A Collaborative Dance

A Collaborative Dance

Moz-1020781Nothing gets accomplished alone.

We are a country of rugged individualists with celebrity dreams. We dream of making it big, succeeding, pulling ourselves up by our bootstraps, a metaphor that indicates we can create our own salvation.

But nothing happens alone.

I have amazing friends. Some are climbers, adventurers, others photographers, videographers, others writers, teachers, environmentalists, businesspeople. Massage therapists and waitresses. Nurses, engineers and retirees. Together they make my world.

I have big ideas. All the time. Once I came up with writing a book. It died on the vine. Once I tried to fly to Haiti after the earthquake. That didn’t go anywhere either. Another time I came up with another book idea. It ended the same place as the first. All of these were ideas I took on alone.

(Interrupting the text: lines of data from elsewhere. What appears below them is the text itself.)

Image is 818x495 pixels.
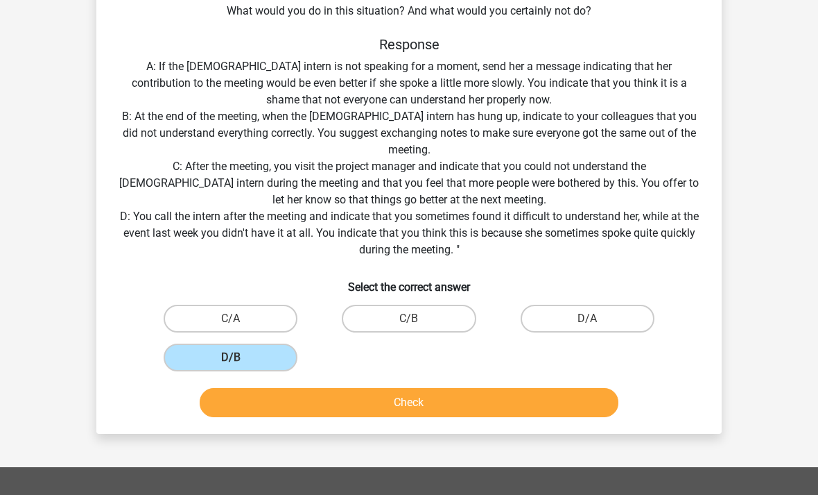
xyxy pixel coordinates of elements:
label: D/A [521,305,655,333]
button: Check [200,388,619,418]
label: D/B [164,344,298,372]
label: C/B [342,305,476,333]
h5: Response [119,37,700,53]
label: C/A [164,305,298,333]
h6: Select the correct answer [119,270,700,294]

Once I had an idea to go to Iraq and work as an embedded journalist. This idea I shared with a friend who also happened to be the news director at New Hampshire Public Radio. “Alright,” he said, “let’s make it happen.”

Three months later I was flying into Baghdad, utterly terrified about what I’d gotten myself into.

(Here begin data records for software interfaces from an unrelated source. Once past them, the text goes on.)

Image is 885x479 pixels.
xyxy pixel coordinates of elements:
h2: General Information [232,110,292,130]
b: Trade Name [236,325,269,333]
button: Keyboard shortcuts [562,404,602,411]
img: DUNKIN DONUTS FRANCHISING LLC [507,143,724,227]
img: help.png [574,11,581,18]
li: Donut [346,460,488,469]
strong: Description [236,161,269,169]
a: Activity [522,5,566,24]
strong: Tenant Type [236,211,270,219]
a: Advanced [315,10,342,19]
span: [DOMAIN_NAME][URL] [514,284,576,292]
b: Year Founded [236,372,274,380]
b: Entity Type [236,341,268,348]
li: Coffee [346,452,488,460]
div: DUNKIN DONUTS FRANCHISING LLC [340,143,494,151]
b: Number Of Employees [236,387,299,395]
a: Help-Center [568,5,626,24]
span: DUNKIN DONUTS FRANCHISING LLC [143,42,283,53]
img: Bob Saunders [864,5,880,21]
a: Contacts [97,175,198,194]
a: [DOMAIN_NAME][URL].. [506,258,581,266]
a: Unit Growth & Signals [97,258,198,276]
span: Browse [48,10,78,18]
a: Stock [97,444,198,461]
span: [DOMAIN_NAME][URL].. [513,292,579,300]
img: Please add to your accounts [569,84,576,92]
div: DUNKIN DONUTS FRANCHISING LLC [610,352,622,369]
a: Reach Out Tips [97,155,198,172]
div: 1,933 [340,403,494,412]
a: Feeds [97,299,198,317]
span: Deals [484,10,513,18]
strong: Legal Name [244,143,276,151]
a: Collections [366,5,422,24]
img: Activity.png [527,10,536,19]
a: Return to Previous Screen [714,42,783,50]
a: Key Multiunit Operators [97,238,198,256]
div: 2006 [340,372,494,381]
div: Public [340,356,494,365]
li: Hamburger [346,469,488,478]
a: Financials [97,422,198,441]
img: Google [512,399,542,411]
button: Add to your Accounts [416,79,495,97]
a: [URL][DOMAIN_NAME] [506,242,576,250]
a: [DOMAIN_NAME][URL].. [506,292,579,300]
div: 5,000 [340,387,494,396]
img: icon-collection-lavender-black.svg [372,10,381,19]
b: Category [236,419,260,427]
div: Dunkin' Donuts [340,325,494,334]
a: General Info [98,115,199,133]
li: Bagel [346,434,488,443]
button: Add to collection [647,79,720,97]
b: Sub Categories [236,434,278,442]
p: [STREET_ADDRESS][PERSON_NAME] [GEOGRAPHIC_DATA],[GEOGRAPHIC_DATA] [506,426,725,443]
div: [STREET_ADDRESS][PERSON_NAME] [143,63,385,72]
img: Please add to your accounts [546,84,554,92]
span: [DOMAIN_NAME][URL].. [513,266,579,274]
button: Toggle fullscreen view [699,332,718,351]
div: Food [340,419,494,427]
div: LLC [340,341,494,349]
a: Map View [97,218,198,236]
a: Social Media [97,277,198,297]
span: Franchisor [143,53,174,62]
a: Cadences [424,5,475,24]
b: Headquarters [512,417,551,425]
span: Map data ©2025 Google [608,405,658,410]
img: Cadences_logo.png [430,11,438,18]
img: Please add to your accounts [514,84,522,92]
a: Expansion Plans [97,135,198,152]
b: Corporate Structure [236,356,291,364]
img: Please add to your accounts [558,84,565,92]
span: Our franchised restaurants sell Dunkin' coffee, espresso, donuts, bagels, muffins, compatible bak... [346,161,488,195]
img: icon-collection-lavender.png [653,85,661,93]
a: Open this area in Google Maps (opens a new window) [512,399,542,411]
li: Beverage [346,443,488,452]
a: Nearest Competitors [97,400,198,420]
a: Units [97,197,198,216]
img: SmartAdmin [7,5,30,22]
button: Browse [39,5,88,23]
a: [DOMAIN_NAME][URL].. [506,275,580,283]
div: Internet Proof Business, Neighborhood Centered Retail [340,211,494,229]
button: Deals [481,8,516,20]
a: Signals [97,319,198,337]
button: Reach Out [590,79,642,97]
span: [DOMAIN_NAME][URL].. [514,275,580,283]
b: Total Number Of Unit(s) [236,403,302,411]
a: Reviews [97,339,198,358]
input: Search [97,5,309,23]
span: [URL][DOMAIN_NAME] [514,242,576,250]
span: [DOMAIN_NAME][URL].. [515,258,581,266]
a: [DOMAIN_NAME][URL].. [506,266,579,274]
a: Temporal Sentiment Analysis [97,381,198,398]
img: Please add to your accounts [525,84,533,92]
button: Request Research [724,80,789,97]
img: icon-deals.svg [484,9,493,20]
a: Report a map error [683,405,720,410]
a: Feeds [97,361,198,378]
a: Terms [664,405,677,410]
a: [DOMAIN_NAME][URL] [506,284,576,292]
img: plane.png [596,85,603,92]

But I wasn’t alone. That made all the difference. Three weeks later I flew home having done what I set out to do. Nothing else compares to that.

klementovich-20160531-_JCK2368A few weeks ago I came up with an idea. It’s an idea bigger than I am, one that has to do with writing, reporting, adventure, the environment, the future of the Earth and the human race. It’s an idea I don’t want to let go of, one I don’t want to die like so many ideas before it. It’s an idea I need help with. So while it was still fresh, instead of rushing headlong into it I did something simple: I picked up the phone. I called my friends.

My friends can do anything. I watched them climb mountains, write books, build rock gyms, start photography businesses, start nonprofits, reinvent themselves and then reinvent themselves again. I’ve watched them change the world. I’m lucky to have such friends.

But I never understood how they did it. I always looked at my efforts, looked at my ideas, how quickly they withered, and wondered what they knew that I didn’t, what they had that I lacked.

Then one of them asked for my help. She had an idea, a project bigger than herself, something involving climbing and mountains and scientists and conservation and a documentary and college kids, something overwhelming and beautiful. She asked for my help, and then she asked for help from everyone who would listen. And the project grew. It built speed, became something real, took off. There were setbacks, but she kept pushing. It was a beautiful, inspiring dance, one I was honored to have a hand in. It was so big, so complex and powerful and challenging and different, I couldn’t understand how she kept it all going. But then I realized: she asked for help.

Want to do something amazing? Don’t do it alone. Share your idea. Trust it with people who inspire you, with people whose vision matches yours. Let them water it alongside you. Loosen control. Let it see where it takes you. You will not be disappointed.

I am making phone calls now. And my friends, those people capable of doing anything, are answering. It’s almost as inspiring as my idea. Maybe more so.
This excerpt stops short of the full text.